Mihnea MIRCAN

Residency Program

Curator Residency Program

update: 2025.9.12

Mihnea MIRCAN

Participating ProjectCurator Residency Program
Activity BaseBucharest (Romania)
City / Place stayedTokyo
Period2025.10 - 2025.11
Purpose of the residency

My current research is centered on the topic of metamorphosis: the situation where, finding itself in mortal danger, a body changes into another body and adopts a new way of being in the world. In this reconfigured relation between figure and ground, both self and environment are transformed. I work with images of metamorphosis to create an archive of gestures that describe being in a crisis. This repertory of critical performances, that permit the endurance of mythical creatures and their contemporary descendants, are responses to today’s emergencies: collections of other bodies, somatheques from which we learn what we might become in a world transformed by forces beyond our control, metamorphoses that short-circuit between the change of the person and that of its environment.
The residency would be a fantastic opportunity to expand the geographical purview of my investigation into metamorphosis, to learn, within a different cultural context, about the connections between metamorphosis, in myth or in contemporary practice, and the questions or anxieties of the present moment. Myths perform a particular symbolic function: saying something that cannot otherwise be said, the myth’s paradoxes, illogic or physical impossibility create a scene of collective consolation in the present. In the hands of contemporary artists, such narratives and allegorical devices become telescopic lenses that zoom between past and future, chaos and form.

Plan during the residency

In Japan, I hope to understand the ways in which myths of transformation are reiterated, as responses to questions in the societal self-perception, as means for art to probe history and the present. My initial question is quite simply “why are myths retold?”, which needs, crises, senses of collective danger or comfort do they answer, what is the relation between the fiction of metamorphosis and the real world. Myths of transformation enlist the non-human in role laden with human signifiers, so that the monster, the ghost, the hybrid, the animal, the other body are conferred personhood: made human and de-humanized at the same time, they embody the ecstasy and misery of being human.
I want to study the ways in which these forces and transfers are organized in the specific Japanese context, in artworks and artistic practices I would be able to experience first-hand, but also as evolving cultural discourses as these appear in the research of folklorists, anthropologists and cultural historians.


> Problem details
Please write out all of the entries beneath this line exactly, skipping the pictures.

(Supplied material)

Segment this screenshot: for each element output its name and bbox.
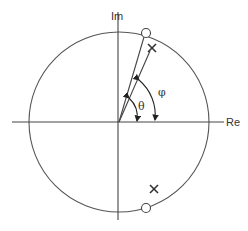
zero-marker-lower bbox=[142, 204, 151, 213]
phi-label: φ bbox=[158, 86, 166, 99]
theta-label: θ bbox=[138, 100, 145, 113]
zero-marker-upper bbox=[142, 29, 151, 38]
pole-marker-upper bbox=[148, 44, 156, 52]
diagram-svg: Im Re θ φ bbox=[0, 0, 248, 231]
real-axis-label: Re bbox=[226, 116, 240, 128]
imag-axis-label: Im bbox=[111, 10, 123, 22]
pole-marker-lower bbox=[150, 185, 158, 193]
theta-arc bbox=[129, 98, 137, 121]
pole-zero-diagram: Im Re θ φ bbox=[0, 0, 248, 231]
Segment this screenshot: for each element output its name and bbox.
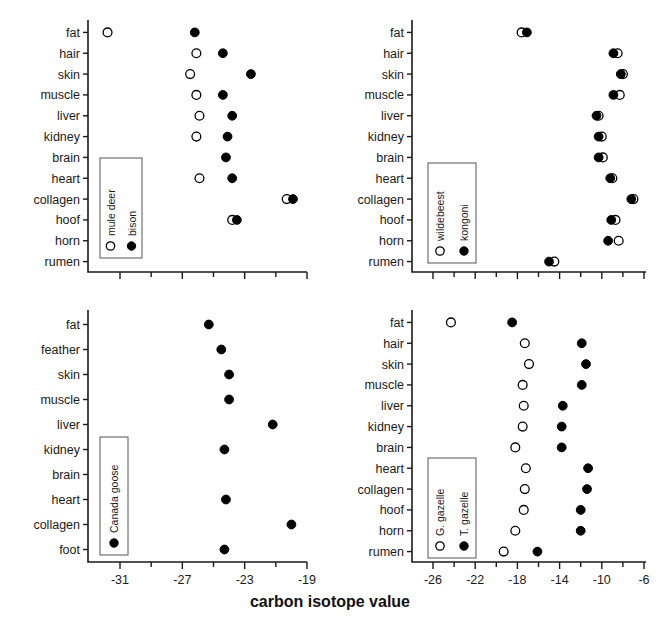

(End Supplied material)

> Response to this task
Segment this screenshot: for each element output its name and bbox.
zero-marker-lower bbox=[142, 204, 151, 213]
phi-label: φ bbox=[158, 86, 166, 99]
theta-label: θ bbox=[138, 100, 145, 113]
zero-marker-upper bbox=[142, 29, 151, 38]
pole-marker-upper bbox=[148, 44, 156, 52]
diagram-svg: Im Re θ φ bbox=[0, 0, 248, 231]
real-axis-label: Re bbox=[226, 116, 240, 128]
imag-axis-label: Im bbox=[111, 10, 123, 22]
pole-marker-lower bbox=[150, 185, 158, 193]
theta-arc bbox=[129, 98, 137, 121]
pole-zero-diagram: Im Re θ φ bbox=[0, 0, 248, 231]
Segment this screenshot: for each element output its name and bbox.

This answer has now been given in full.